Team for Research in
Ubiquitous Secure Technology

Tweakable Block Ciphers
Moses Liskov, Ronald L. Rivest, David Wagner

Citation
Moses Liskov, Ronald L. Rivest, David Wagner. "Tweakable Block Ciphers". Journal of Cryptology, 24(3), July 2011.

Abstract
We propose a new cryptographic primitive, the "tweakable block cipher." Such a cipher has not only the usual inputs - message and cryptographic key - but also a third input, the "tweak." The tweak serves much the same purpose that an initialization vector does for CBC mode or that a nonce does for OCB mode. Our proposal thus brings this feature down to the primitive block-cipher level, instead of incorporating it only at the higher modes-of-operation levels. We suggest that (1) tweakable block ciphers are easy to design, (2) the extra cost of making a block cipher "tweakable" is small, and (3) it is easier to design and prove modes of operation based on tweakable block ciphers.

Electronic downloads

Citation formats  
  • HTML
    Moses Liskov, Ronald L. Rivest, David Wagner. <a
    href="http://www.truststc.org/pubs/849.html"
    >Tweakable Block Ciphers</a>, <i>Journal of
    Cryptology</i>, 24(3), July 2011.
  • Plain text
    Moses Liskov, Ronald L. Rivest, David Wagner.
    "Tweakable Block Ciphers". <i>Journal of
    Cryptology</i>, 24(3), July 2011.
  • BibTeX
    @article{LiskovRivestWagner11_TweakableBlockCiphers,
        author = {Moses Liskov and Ronald L. Rivest and David Wagner},
        title = {Tweakable Block Ciphers},
        journal = {Journal of Cryptology},
        volume = {24},
        number = {3},
        month = {July},
        year = {2011},
        abstract = {We propose a new cryptographic primitive, the
                  "tweakable block cipher." Such a cipher has not
                  only the usual inputs - message and cryptographic
                  key - but also a third input, the "tweak." The
                  tweak serves much the same purpose that an
                  initialization vector does for CBC mode or that a
                  nonce does for OCB mode. Our proposal thus brings
                  this feature down to the primitive block-cipher
                  level, instead of incorporating it only at the
                  higher modes-of-operation levels. We suggest that
                  (1) tweakable block ciphers are easy to design,
                  (2) the extra cost of making a block cipher
                  "tweakable" is small, and (3) it is easier to
                  design and prove modes of operation based on
                  tweakable block ciphers.},
        URL = {http://www.truststc.org/pubs/849.html}
    }
    

Posted by Mary Stewart on 4 Apr 2012.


Reproduce the records. Keep every word exact and include no images.
******************************
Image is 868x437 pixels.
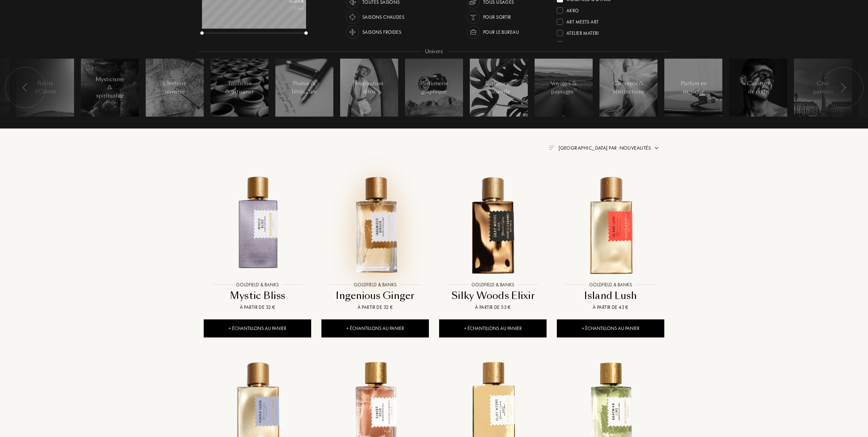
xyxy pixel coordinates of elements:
[204,319,311,338] div: + Échantillons au panier
[355,79,384,96] div: Inspiration rétro
[420,79,448,96] div: Parfumerie graphique
[557,319,664,338] div: + Échantillons au panier
[549,79,578,96] div: Voyages & paysages
[347,12,357,22] img: usage_season_hot_white.svg
[290,79,319,96] div: Poésie & littérature
[22,83,28,92] img: arr_left.svg
[566,5,579,14] div: Akro
[557,171,663,277] img: Island Lush Goldfield & Banks
[324,304,426,311] div: À partir de 32 €
[566,38,581,48] div: Baruti
[566,16,598,25] div: Art Meets Art
[206,304,308,311] div: À partir de 32 €
[654,145,659,151] img: arrow.png
[362,11,404,24] div: Saisons chaudes
[483,11,511,24] div: Pour sortir
[469,12,478,22] img: usage_occasion_party_white.svg
[321,164,429,319] a: Ingenious Ginger Goldfield & BanksGoldfield & BanksIngenious GingerÀ partir de 32 €
[574,88,576,92] span: 11
[270,5,304,12] div: /50mL
[95,75,124,100] div: Mysticisme & spiritualité
[566,27,599,37] div: Atelier Materi
[439,319,547,338] div: + Échantillons au panier
[612,79,644,96] div: Concepts & abstractions
[322,171,428,277] img: Ingenious Ginger Goldfield & Banks
[469,27,478,37] img: usage_occasion_work_white.svg
[362,25,401,38] div: Saisons froides
[549,145,554,150] img: filter_by.png
[679,79,708,96] div: Parfum en musique
[440,171,546,277] img: Silky Woods Elixir Goldfield & Banks
[204,164,311,319] a: Mystic Bliss Goldfield & BanksGoldfield & BanksMystic BlissÀ partir de 32 €
[840,83,846,92] img: arr_left.svg
[420,48,447,56] div: Univers
[347,27,357,37] img: usage_season_cold_white.svg
[557,164,664,319] a: Island Lush Goldfield & BanksGoldfield & BanksIsland LushÀ partir de 43 €
[225,79,254,96] div: Tradition & artisanat
[559,144,651,151] span: [GEOGRAPHIC_DATA] par : Nouveautés
[439,164,547,319] a: Silky Woods Elixir Goldfield & BanksGoldfield & BanksSilky Woods ElixirÀ partir de 53 €
[442,304,544,311] div: À partir de 53 €
[160,79,189,96] div: L'histoire revisitée
[485,79,514,96] div: Parfumerie naturelle
[483,25,519,38] div: Pour le bureau
[744,79,773,96] div: Casseurs de code
[204,171,311,277] img: Mystic Bliss Goldfield & Banks
[321,319,429,338] div: + Échantillons au panier
[559,304,662,311] div: À partir de 43 €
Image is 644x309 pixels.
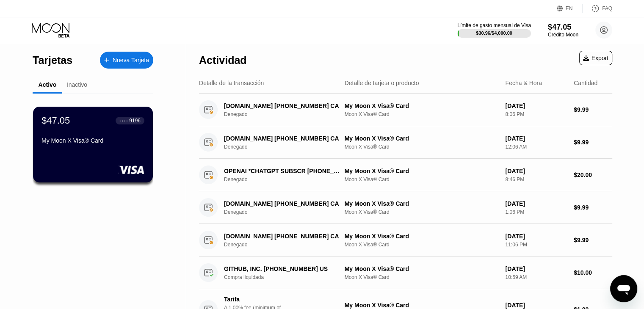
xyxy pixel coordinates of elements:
div: Nueva Tarjeta [113,57,149,64]
div: Export [579,51,612,65]
div: $47.05 [42,115,70,126]
div: $9.99 [574,237,612,244]
div: $9.99 [574,204,612,211]
div: Export [583,54,608,62]
div: Denegado [224,112,349,117]
div: 11:06 PM [505,242,567,247]
div: Denegado [224,144,349,150]
div: $9.99 [574,107,612,113]
div: Moon X Visa® Card [344,112,499,117]
div: Moon X Visa® Card [344,176,499,183]
div: [DOMAIN_NAME] [PHONE_NUMBER] CA [224,103,340,109]
div: Moon X Visa® Card [344,242,499,247]
div: 10:59 AM [505,275,567,280]
div: Tarjetas [33,54,73,67]
div: OPENAI *CHATGPT SUBSCR [PHONE_NUMBER] USDenegadoMy Moon X Visa® CardMoon X Visa® Card[DATE]8:46 P... [199,159,612,191]
div: $20.00 [574,171,612,178]
div: 8:46 PM [505,176,567,183]
div: GITHUB, INC. [PHONE_NUMBER] US [224,266,340,272]
div: $47.05 [548,23,579,32]
div: Denegado [224,176,349,183]
div: My Moon X Visa® Card [344,135,499,142]
div: 9196 [129,118,140,124]
div: [DOMAIN_NAME] [PHONE_NUMBER] CADenegadoMy Moon X Visa® CardMoon X Visa® Card[DATE]8:06 PM$9.99 [199,94,612,126]
div: My Moon X Visa® Card [344,103,499,109]
div: Moon X Visa® Card [344,275,499,280]
div: Denegado [224,209,349,215]
div: Denegado [224,242,349,247]
div: $47.05Crédito Moon [548,23,579,38]
div: My Moon X Visa® Card [344,233,499,240]
div: Activo [38,82,57,88]
div: EN [566,6,573,12]
div: [DOMAIN_NAME] [PHONE_NUMBER] CA [224,135,340,142]
div: Tarifa [224,296,283,303]
div: $9.99 [574,139,612,146]
div: Límite de gasto mensual de Visa [457,22,531,28]
div: Límite de gasto mensual de Visa$30.96/$4,000.00 [457,22,531,38]
div: Cantidad [574,79,597,87]
div: [DATE] [505,200,567,207]
div: Compra liquidada [224,275,349,280]
div: [DATE] [505,302,567,308]
div: Moon X Visa® Card [344,209,499,215]
div: [DOMAIN_NAME] [PHONE_NUMBER] CADenegadoMy Moon X Visa® CardMoon X Visa® Card[DATE]11:06 PM$9.99 [199,224,612,256]
div: OPENAI *CHATGPT SUBSCR [PHONE_NUMBER] US [224,168,340,174]
div: [DOMAIN_NAME] [PHONE_NUMBER] CADenegadoMy Moon X Visa® CardMoon X Visa® Card[DATE]12:06 AM$9.99 [199,126,612,159]
div: EN [557,4,582,13]
div: $30.96 / $4,000.00 [476,31,512,36]
div: $10.00 [574,269,612,276]
div: [DOMAIN_NAME] [PHONE_NUMBER] CADenegadoMy Moon X Visa® CardMoon X Visa® Card[DATE]1:06 PM$9.99 [199,191,612,224]
div: [DATE] [505,168,567,174]
div: My Moon X Visa® Card [344,168,499,174]
div: FAQ [582,4,612,13]
div: Detalle de la transacción [199,79,263,87]
div: Inactivo [67,82,87,88]
div: [DATE] [505,233,567,240]
iframe: Botón para iniciar la ventana de mensajería [610,275,637,302]
div: My Moon X Visa® Card [344,302,499,308]
div: [DOMAIN_NAME] [PHONE_NUMBER] CA [224,233,340,240]
div: [DOMAIN_NAME] [PHONE_NUMBER] CA [224,200,340,207]
div: My Moon X Visa® Card [344,266,499,272]
div: My Moon X Visa® Card [344,200,499,207]
div: Moon X Visa® Card [344,144,499,150]
div: 1:06 PM [505,209,567,215]
div: My Moon X Visa® Card [42,137,144,144]
div: FAQ [602,6,612,12]
div: [DATE] [505,135,567,142]
div: $47.05● ● ● ●9196My Moon X Visa® Card [33,107,153,183]
div: Crédito Moon [548,32,579,38]
div: [DATE] [505,103,567,109]
div: 12:06 AM [505,144,567,150]
div: ● ● ● ● [119,119,128,122]
div: GITHUB, INC. [PHONE_NUMBER] USCompra liquidadaMy Moon X Visa® CardMoon X Visa® Card[DATE]10:59 AM... [199,256,612,289]
div: [DATE] [505,266,567,272]
div: Actividad [199,54,247,67]
div: 8:06 PM [505,112,567,117]
div: Nueva Tarjeta [100,52,153,69]
div: Fecha & Hora [505,79,541,87]
div: Detalle de tarjeta o producto [344,79,419,87]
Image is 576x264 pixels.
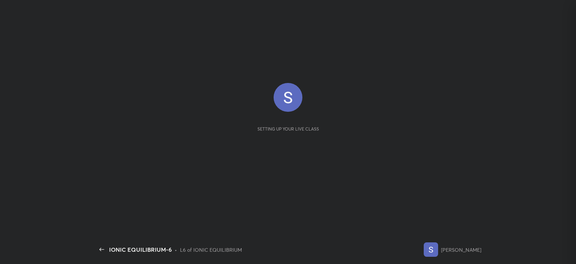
******************************
■ **EXPECTED OUTPUT**:
Image is 868x437 pixels.
xyxy pixel coordinates of elements:
[204,319,311,338] div: + Échantillons au panier
[355,79,384,96] div: Inspiration rétro
[420,79,448,96] div: Parfumerie graphique
[557,319,664,338] div: + Échantillons au panier
[549,79,578,96] div: Voyages & paysages
[347,12,357,22] img: usage_season_hot_white.svg
[290,79,319,96] div: Poésie & littérature
[22,83,28,92] img: arr_left.svg
[566,5,579,14] div: Akro
[557,171,663,277] img: Island Lush Goldfield & Banks
[324,304,426,311] div: À partir de 32 €
[566,38,581,48] div: Baruti
[566,16,598,25] div: Art Meets Art
[206,304,308,311] div: À partir de 32 €
[654,145,659,151] img: arrow.png
[362,11,404,24] div: Saisons chaudes
[483,11,511,24] div: Pour sortir
[469,12,478,22] img: usage_occasion_party_white.svg
[321,164,429,319] a: Ingenious Ginger Goldfield & BanksGoldfield & BanksIngenious GingerÀ partir de 32 €
[574,88,576,92] span: 11
[270,5,304,12] div: /50mL
[95,75,124,100] div: Mysticisme & spiritualité
[566,27,599,37] div: Atelier Materi
[439,319,547,338] div: + Échantillons au panier
[612,79,644,96] div: Concepts & abstractions
[322,171,428,277] img: Ingenious Ginger Goldfield & Banks
[469,27,478,37] img: usage_occasion_work_white.svg
[362,25,401,38] div: Saisons froides
[549,145,554,150] img: filter_by.png
[679,79,708,96] div: Parfum en musique
[440,171,546,277] img: Silky Woods Elixir Goldfield & Banks
[204,164,311,319] a: Mystic Bliss Goldfield & BanksGoldfield & BanksMystic BlissÀ partir de 32 €
[840,83,846,92] img: arr_left.svg
[420,48,447,56] div: Univers
[347,27,357,37] img: usage_season_cold_white.svg
[557,164,664,319] a: Island Lush Goldfield & BanksGoldfield & BanksIsland LushÀ partir de 43 €
[225,79,254,96] div: Tradition & artisanat
[559,144,651,151] span: [GEOGRAPHIC_DATA] par : Nouveautés
[439,164,547,319] a: Silky Woods Elixir Goldfield & BanksGoldfield & BanksSilky Woods ElixirÀ partir de 53 €
[442,304,544,311] div: À partir de 53 €
[160,79,189,96] div: L'histoire revisitée
[485,79,514,96] div: Parfumerie naturelle
[483,25,519,38] div: Pour le bureau
[744,79,773,96] div: Casseurs de code
[204,171,311,277] img: Mystic Bliss Goldfield & Banks
[321,319,429,338] div: + Échantillons au panier
[559,304,662,311] div: À partir de 43 €
Image is 644x309 pixels.
xyxy pixel coordinates of elements:
div: Nueva Tarjeta [113,57,149,64]
div: Export [579,51,612,65]
div: $47.05 [42,115,70,126]
div: $9.99 [574,237,612,244]
div: $9.99 [574,204,612,211]
div: Export [583,54,608,62]
div: Denegado [224,112,349,117]
div: 11:06 PM [505,242,567,247]
div: Denegado [224,144,349,150]
div: $9.99 [574,107,612,113]
div: Moon X Visa® Card [344,112,499,117]
div: Moon X Visa® Card [344,176,499,183]
div: [DOMAIN_NAME] [PHONE_NUMBER] CA [224,103,340,109]
div: Moon X Visa® Card [344,242,499,247]
div: 10:59 AM [505,275,567,280]
div: Tarjetas [33,54,73,67]
div: OPENAI *CHATGPT SUBSCR [PHONE_NUMBER] USDenegadoMy Moon X Visa® CardMoon X Visa® Card[DATE]8:46 P... [199,159,612,191]
div: $20.00 [574,171,612,178]
div: 8:46 PM [505,176,567,183]
div: GITHUB, INC. [PHONE_NUMBER] US [224,266,340,272]
div: $47.05 [548,23,579,32]
div: Denegado [224,176,349,183]
div: My Moon X Visa® Card [344,135,499,142]
div: 9196 [129,118,140,124]
div: [DOMAIN_NAME] [PHONE_NUMBER] CADenegadoMy Moon X Visa® CardMoon X Visa® Card[DATE]8:06 PM$9.99 [199,94,612,126]
div: My Moon X Visa® Card [344,103,499,109]
div: Moon X Visa® Card [344,275,499,280]
div: Denegado [224,209,349,215]
div: Denegado [224,242,349,247]
div: $47.05Crédito Moon [548,23,579,38]
div: My Moon X Visa® Card [344,233,499,240]
div: Activo [38,82,57,88]
div: EN [566,6,573,12]
div: [DOMAIN_NAME] [PHONE_NUMBER] CA [224,135,340,142]
div: Tarifa [224,296,283,303]
div: $9.99 [574,139,612,146]
div: Límite de gasto mensual de Visa [457,22,531,28]
div: Límite de gasto mensual de Visa$30.96/$4,000.00 [457,22,531,38]
div: Cantidad [574,79,597,87]
div: [DATE] [505,200,567,207]
div: Compra liquidada [224,275,349,280]
div: [DATE] [505,302,567,308]
div: Moon X Visa® Card [344,209,499,215]
div: [DOMAIN_NAME] [PHONE_NUMBER] CADenegadoMy Moon X Visa® CardMoon X Visa® Card[DATE]11:06 PM$9.99 [199,224,612,256]
div: OPENAI *CHATGPT SUBSCR [PHONE_NUMBER] US [224,168,340,174]
div: [DOMAIN_NAME] [PHONE_NUMBER] CADenegadoMy Moon X Visa® CardMoon X Visa® Card[DATE]12:06 AM$9.99 [199,126,612,159]
div: EN [557,4,582,13]
div: $30.96 / $4,000.00 [476,31,512,36]
div: $10.00 [574,269,612,276]
div: [DOMAIN_NAME] [PHONE_NUMBER] CADenegadoMy Moon X Visa® CardMoon X Visa® Card[DATE]1:06 PM$9.99 [199,191,612,224]
div: [DATE] [505,168,567,174]
div: My Moon X Visa® Card [344,168,499,174]
div: FAQ [582,4,612,13]
div: Detalle de la transacción [199,79,263,87]
div: Inactivo [67,82,87,88]
div: [DATE] [505,233,567,240]
iframe: Botón para iniciar la ventana de mensajería [610,275,637,302]
div: My Moon X Visa® Card [344,302,499,308]
div: [DOMAIN_NAME] [PHONE_NUMBER] CA [224,233,340,240]
div: [DOMAIN_NAME] [PHONE_NUMBER] CA [224,200,340,207]
div: My Moon X Visa® Card [344,266,499,272]
div: My Moon X Visa® Card [344,200,499,207]
div: Moon X Visa® Card [344,144,499,150]
div: 1:06 PM [505,209,567,215]
div: My Moon X Visa® Card [42,137,144,144]
div: FAQ [602,6,612,12]
div: [DATE] [505,135,567,142]
div: $47.05● ● ● ●9196My Moon X Visa® Card [33,107,153,183]
div: Crédito Moon [548,32,579,38]
div: [DATE] [505,103,567,109]
div: 12:06 AM [505,144,567,150]
div: ● ● ● ● [119,119,128,122]
div: GITHUB, INC. [PHONE_NUMBER] USCompra liquidadaMy Moon X Visa® CardMoon X Visa® Card[DATE]10:59 AM... [199,256,612,289]
div: [DATE] [505,266,567,272]
div: Actividad [199,54,247,67]
div: 8:06 PM [505,112,567,117]
div: Nueva Tarjeta [100,52,153,69]
div: Fecha & Hora [505,79,541,87]
div: Detalle de tarjeta o producto [344,79,419,87]
Image is 576x264 pixels.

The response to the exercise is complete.